Remembering ‘Reagan Democrats’
Students of politics understand the historical importance of the “Reagan Democrats”—those predominantly working-class cultural conservatives who were integral to both of Ronald Reagan’s successful campaigns for president. Even after Reagan left the White House, this powerful voting bloc exerted its influence by helping to sweep George H.W. Bush (and Bill Clinton, “a new kind of Democrat”) into 1600 Pennsylvania Avenue. Today, they’re key to the fate of America’s major political parties—but not in a way either would like.
These days, a fight is on for the soul of the Republican Party. We see it in the rise in annual dinners and galas where guests wistfully raise toasts to the Gipper. We’ve watched it play out in the Senate as Ted Cruz and Rand Paul try to one-up each other’s talkathons. We hear it in the House, as Speaker John Boehner blames conservative and free-market grassroots groups for the fiscal policy deadlock in his Chamber.
While it holds more political power, the Democratic Party is not without its schisms. At the leading edge is the disappointment over President Obama’s continuation of George W. Bush’s military policies and his failure to close the Guantanamo Bay prison. It widens with the jaw-dropping disbelief over the abject failure of the Affordable Care Act rollout, the increased use of military drones, and the surveillance scandals surrounding the National Security Agency. When Saturday Night Live mocks them more than Republicans, then indeed, “Houston, we have a problem.”
The White House has responded by returning the venerable (and formidable) John Podesta to its hallowed halls. Not only is this an acknowledgment that Team Obama botched the most basic political management (it took them five years to figure that out!?), but given Podesta’s insider experience, it underscores the White House’s strategy of circumventing Congress by using the regulatory agencies to impose the President’s will. It’s as if the President has tired of his temper tantrum and brought in the older brother to bully the other kids.
The Republicans, in contrast, have yet to find their “Great Strategist to Rule Them All.” The libertarian-conservative alliance is genuinely fraying—and there’s even a debate over what the latter means. This is exemplified recently by conservative pontificates David Brooks and Michael Gerson. Alluding to a series of essays in the latest issue of National Affairs, both writers exude their own form of GOP hand-wringing for the good old days of the Reagan and yes, Bush 43 years—when conservatives were “compassionate”; Nancy Reagan just said “no”; and American exceptionalism led to that great City on a Hill.

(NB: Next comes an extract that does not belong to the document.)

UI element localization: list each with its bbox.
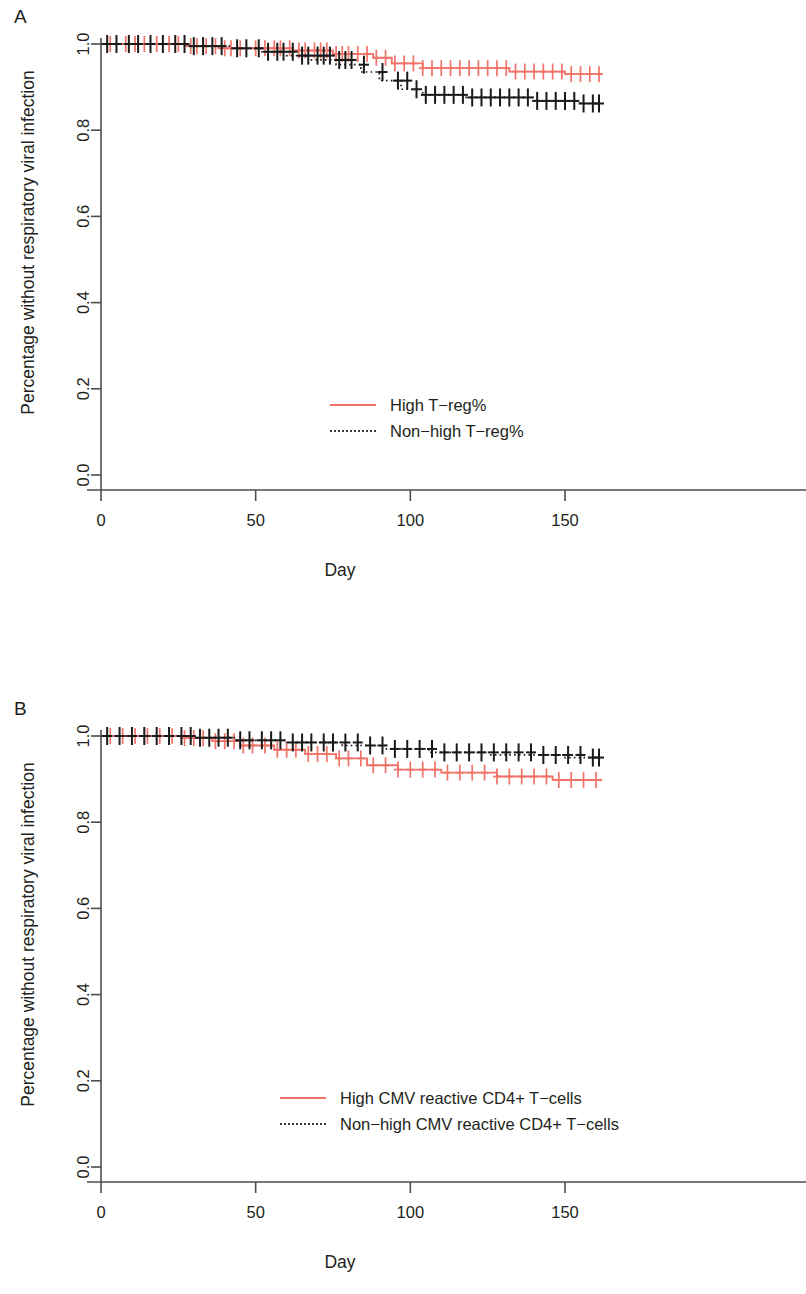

What does this have to do with Reagan Democrats? Everything.
The return of Podesta and attempts by conservative intellectuals to rebrand the GOP platform are, in the end, chess moves to regain each party’s political base—power grabs to fill a perceived power vacuum. For Podesta, that vacuum opened when the expectation that the President could manage a country met the reality that he cannot. For Gerson, it arose when perceived anti-government sentiments ran smack into establishment Republicans’ more positive, Burkean view of the State. As Gerson comments, “For too many, government’s obligation to protect individual liberty comes first, second, and last, while concepts such as the common good, despite bearing their own conservative pedigree, are regarded as so much liberal claptrap.”
The difference this time is that there are no more Reagan Democrats left in the Democratic Party. As Pollster Stan Greenberg wrote in The New York Times in 2008, they have been replaced by a wealthier, professional, highly educated elite. Which makes it all the more galling when Democrats preach about income disparity while Washington, D.C.’s wealth expands exponentially from government largesse.
Yet, that doesn’t necessarily imply that the Reagan Democrats still linger throughout the GOP (George Will’s quip that they became the Republican base aside). If they’re there, they are angrier at government, and the younger ones are more socially tolerant of changing drug, sex, and marriage mores than previous generations. Against this reality, the nostalgia displayed by Republicans for the good old days only further illuminates the current GOP leadership’s lack of vision.
So, the Democrats will grasp for power by arrogantly pushing paternalistic and elitist policies that will bankrupt the country and kill innovation. Republicans, meanwhile, will grab it by acting more “compassionate” and developing marketing policies for “good government” proposals that give mere lip service to market mechanisms. When George W Bush said, “I’ve abandoned free market principles to save the free market system,” he wasn’t kidding.
Americans are increasingly identifying as Independent, and the Reagan Democrats aren’t coming back Washington tired of them a long time ago.